The adhesive and grout grade
A competent tiler specifies the adhesive to suit the tile and the surface, not whatever is cheapest in the van. Porcelain, large format tiles, natural stone, and anything over underfloor heating all need a flexible C2 adhesive, not a basic mix. Get this wrong and the bond fails. See best tile adhesive for how the grade is chosen.
The setting-out and the cuts
A plain straight-lay on a square room is quick. A herringbone, a hexagon, a feature pattern, or a room full of awkward angles is slow, deliberate work. Every cut around a window reveal, a niche, a pipe, or a non-square corner takes time, and a job heavy with cuts costs more because it genuinely takes longer. See complex setting-out for the kind of work that drives this up.
Access to the property
A second-floor flat with no parking and a long carry for materials and waste is not the same job as a ground-floor room you can pull a van up to. Access affects how long the job takes, and time is the price.

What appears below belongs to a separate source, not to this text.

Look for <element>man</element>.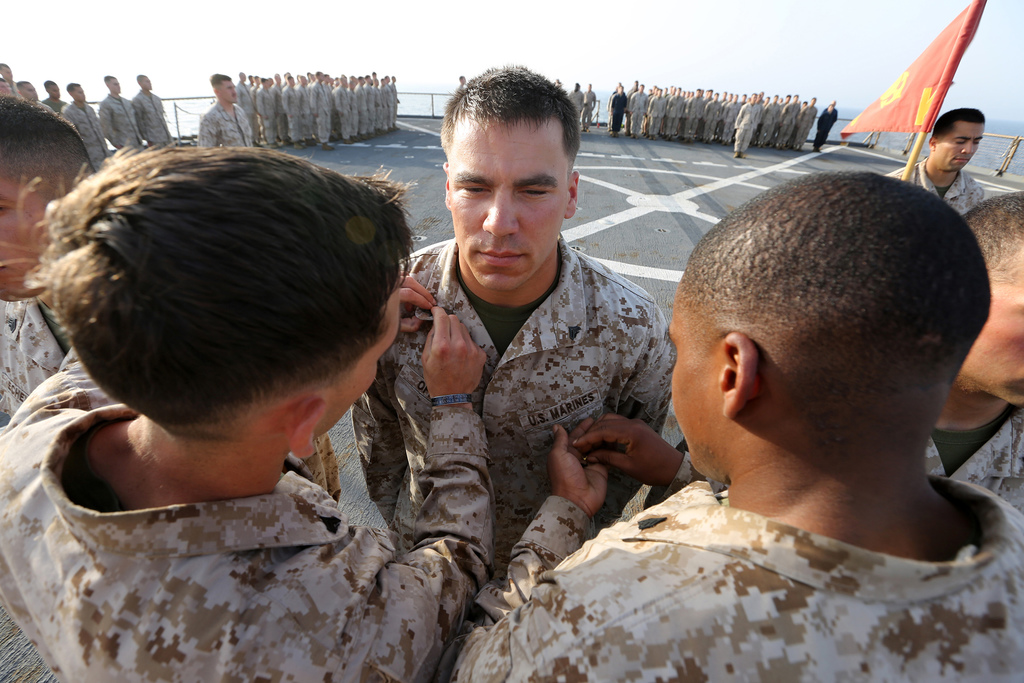
Found: l=570, t=80, r=586, b=121.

Why do two quotes for the same job differ so much?
Because they are almost never the same job. The room and the tiles match, but the work underneath does not. One tiler has priced the floor decoupling a period property needs and the other has not. One has included tanking and the other plans to tile straight onto plasterboard. One has allowed proper time for the pattern and the other intends to rush it.
This is exactly the trap for homeowners across Bromley and Kent. A lot of the housing here is older, with suspended timber floors and walls that are anything but flat, so the preparation is rarely trivial. The quote that ignores all that looks like the bargain right up until the work fails. See tiling in Victorian and Edwardian houses for why the prep is so often the real cost in local homes.
How do I compare quotes like-for-like?
You cannot compare a number to a number. You have to compare scope to scope. Ask every tiler to put these in writing:
- The substrate preparation included: levelling, priming, decoupling, backer board.
- The adhesive and grout grade.
- Whether wet areas will be tanked, and with what product.
- How movement and floor-to-wall joints are finished.
- The number of cuts and any feature setting-out allowed for.
- Whether the figure is labour only or includes materials.
- The workmanship guarantee.
Once every quote spells out the same scope, the comparison becomes honest. If one is still cheaper, you can see why. If one is cheaper because half that list is missing, you have found your false economy. See how to choose a tiler for the wider checklist.
What a cheap quote quietly leaves out
The pattern is always the same. The price comes down by removing the invisible work: the floor goes down without decoupling, the shower gets tiled without tanking, a basic adhesive replaces the grade the tile needs, the floor-to-wall joint gets grouted instead of siliconed so it cracks within a year. Every one of those saves the tiler time on the day and costs you a redo down the line. You pay twice. See why tiles crack for where these shortcuts lead.
Getting a price you can actually trust
I quote in writing across Bromley, Beckenham, Orpington, Chislehurst, and West Wickham, with the full specification spelled out so you know exactly what is included and what is not. That way you can hold every other quote up against the same scope and compare it fairly, rather than guessing what a single line and a single figure really covers.
If you have a bathroom, wet room, kitchen floor, or feature job in mind, get in touch and I will give you a straight, detailed quote you can measure the others against.
See: how to choose a tiler | what is tanking | why tiles crack
Got a specific question? Call me on 07990 521717 or use the contact form. I'm happy to give advice with no obligation.